SEE....it pays to ask!!! :)
D
"Dallas" <Cybnorm@spam_me_not.Hotmail.Com> wrote in message
news:%vSoe.2690$W77.1637@newsread3.news.pas.earthlink.net...
> "Dudley Henriques"
>> So I take it that when I open the box, there will be a nice extra
> connector
>> on the power supply inside the case
>
> Dudley, I'm getting the impression you are expecting a nice little place
> to
> directly plug a connector into the physical power supply? The power
> supply
> just has 4-6 wires with connectors on them that plug directly into the
> components.
>
> Hey, unless I misunderstood something... you should be able to unplug
> your
> FX5900's power supply cable and use it one the new card.
>
> Dallas
>
>
 
G

Guest

Guest
Archived from groups: alt.games.microsoft.flight-sim (More info?)

Let me try and answer your question truthfully Dallas.
I understand completely how you must feel about this. On one hand you're
freely trying to help someone with a computer related issue relating to the
simulator and on the other you have the fact that the person you're helping
might have an inside track to MS and be able to answer questions you and
hundreds of other people are dying to ask about the new simulator.
Please know that although I know a few people at MS and work with them on
reality and immersion issues on the sim, I couldn't violate their trust,
even if I knew things that could be leaked, which believe me I don't.
Most of the people like me who work with MS from time to time try and walk
that thin line with our friends..people like yourself, who naturally want to
know what's coming.
Actually, as far as things like hardware requirements are concerned, I'm
probably as much in the dark as you folks are. I'm guessing myself about
where the sim will go in this department. That's why I'm upgrading really.
What I've learned here from you people has helped me make a huge decision. I
got the 6800GT as KT suggested and as I'm writing this, haven't opened the
sim yet to try it. I'm going to back off the major upgrade and wait as
everybody suggested, for the sim to unfold hardware wise. Longhorn and 64
bit technology is right down the line, and nobody really knows if the new
version will even support SLI. I'm guessing that PCI-express will be the new
wave of cards. I stuck with the AGP this time to save the new required mobo
that supports PCI X for the major upgrade after the sim is released.
I know that you and the rest of the good people on the forums understand how
much I appreciate the help I get here and that aside from any agreement I
have with MS concerning security, I wouldn't violate their trust any more
than I would violate your trust in me.
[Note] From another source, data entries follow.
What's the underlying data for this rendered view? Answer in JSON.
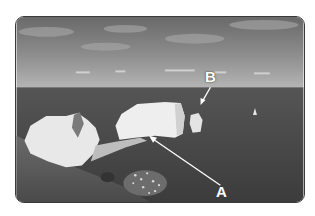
{
  "image": {
    "description": "Grayscale photograph of white chalk sea stacks off a grassy coastal headland, with calm sea and cloudy sky",
    "colors": {
      "sky_top": "#6e6e6e",
      "sky_horizon": "#b8b8b8",
      "sea": "#4a4a4a",
      "sea_dark": "#3a3a3a",
      "chalk": "#ededed",
      "grass": "#5a5a5a",
      "frame_border": "#3a3a3a",
      "annotation": "#ffffff"
    }
  },
  "annotations": [
    {
      "id": "A",
      "label": "A",
      "target": "wave-cut platform / arch base at foot of main stack"
    },
    {
      "id": "B",
      "label": "B",
      "target": "small detached sea stack"
    }
  ]
}
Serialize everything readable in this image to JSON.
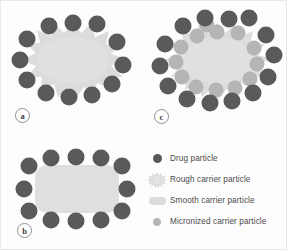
{
  "figure": {
    "background_color": "#fdfdfd",
    "border_color": "#e8e8e8"
  },
  "colors": {
    "drug_particle": "#5a5a5a",
    "drug_particle_edge": "#4e4e4e",
    "micronized_particle": "#b0b0b0",
    "carrier_fill": "#dcdcdc",
    "carrier_fill_light": "#e2e2e2",
    "text": "#4a4a4a",
    "label_outline": "#8f8f8f"
  },
  "panels": [
    {
      "id": "a",
      "label": "a",
      "carrier_type": "rough",
      "description": "Rough carrier particle surrounded by drug particles",
      "drug_particle_count": 12,
      "micronized_particle_count": 0
    },
    {
      "id": "b",
      "label": "b",
      "carrier_type": "smooth",
      "description": "Smooth carrier particle surrounded by drug particles",
      "drug_particle_count": 12,
      "micronized_particle_count": 0
    },
    {
      "id": "c",
      "label": "c",
      "carrier_type": "rough",
      "description": "Rough carrier particle with micronized carrier particles and drug particles",
      "drug_particle_count": 14,
      "micronized_particle_count": 13
    }
  ],
  "legend": {
    "items": [
      {
        "swatch": "drug-particle-swatch",
        "label": "Drug particle",
        "color": "#5a5a5a"
      },
      {
        "swatch": "rough-carrier-swatch",
        "label": "Rough carrier particle",
        "color": "#dcdcdc"
      },
      {
        "swatch": "smooth-carrier-swatch",
        "label": "Smooth carrier particle",
        "color": "#dcdcdc"
      },
      {
        "swatch": "micronized-carrier-swatch",
        "label": "Micronized carrier particle",
        "color": "#b0b0b0"
      }
    ]
  }
}
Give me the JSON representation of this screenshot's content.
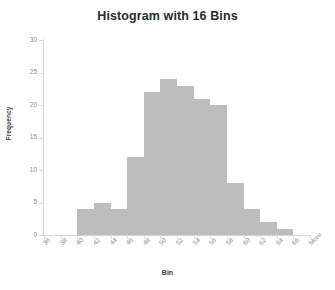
{
  "chart_data": {
    "type": "bar",
    "title": "Histogram with 16 Bins",
    "xlabel": "Bin",
    "ylabel": "Frequency",
    "categories": [
      "36",
      "38",
      "40",
      "42",
      "44",
      "46",
      "48",
      "50",
      "52",
      "54",
      "56",
      "58",
      "60",
      "62",
      "64",
      "66",
      "More"
    ],
    "bin_labels": [
      "36",
      "38",
      "40",
      "42",
      "44",
      "46",
      "48",
      "50",
      "52",
      "54",
      "56",
      "58",
      "60",
      "62",
      "64",
      "66",
      "More"
    ],
    "values": [
      0,
      0,
      4,
      5,
      4,
      12,
      22,
      24,
      23,
      21,
      20,
      8,
      4,
      2,
      1,
      0,
      0
    ],
    "series": [
      {
        "name": "Frequency",
        "values": [
          0,
          0,
          4,
          5,
          4,
          12,
          22,
          24,
          23,
          21,
          20,
          8,
          4,
          2,
          1,
          0,
          0
        ]
      }
    ],
    "ylim": [
      0,
      30
    ],
    "yticks": [
      0,
      5,
      10,
      15,
      20,
      25,
      30
    ],
    "ytick_labels": [
      "0",
      "5",
      "10",
      "15",
      "20",
      "25",
      "30"
    ],
    "grid": false,
    "legend": false,
    "bar_color": "#bdbdbd",
    "axis_color": "#d4d4d4",
    "tick_label_color": "#8a8a8a",
    "title_color": "#2b2b2b"
  }
}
It goes without saying that ANYTHING
I can ever do to help a fellow sim enthusiast EXCEPT violate my word and
trust with MS, I will always do.
Anyway...the card's in. I'll post the results in a new thread. :)
Dudley
"Colin" <Colin@NONEOFTHATSPAMSTUFFkatana1000.plus.com> wrote in message
news:399c1$42a3f881$545c31d3$8888@nf5.news-service.com...
>
>>> When I first read your post I thought, "Ah ha! Dudley is beta testing
>>> FS10!"
>>>
>>> <G>
>>
>> Well......when everything starts.............could be!!! :)))
>>
>> Dudley
>>
>> Dudley
>
>
> In all seriousness, Dudley, if you do have associations with Microsoft on
> the Flight Simulator series, couldn't you get in touch with them?
>
> Apart from your own upgrade, many people who are MS flight sim freaks
> upgrade all the time for this simulator alone, just now we have to guess
> when and if FS10 will come out? and what hardware it will support? We
> might be wasting our money big time if we guess wrong.
>
> Why the secrecy with Microsoft over the future of the Flight Simulator
> series? Its not as if they have any competition. All FS enthusiasts ask
> is ... what direction should we be upgrading in, is it now, soon or later,
> will it be 64 bit, PCI-E or what?
>
> These are not unreasonable questions for fans that have supported the
> Flight Simulator series over the years. Microsoft have let us know exactly
> what the Longhorn (64 bit) OS will do, we have seen previews and
> screenshots for years, this is good.
>
> But why the secrecy with the Flight Simulator series?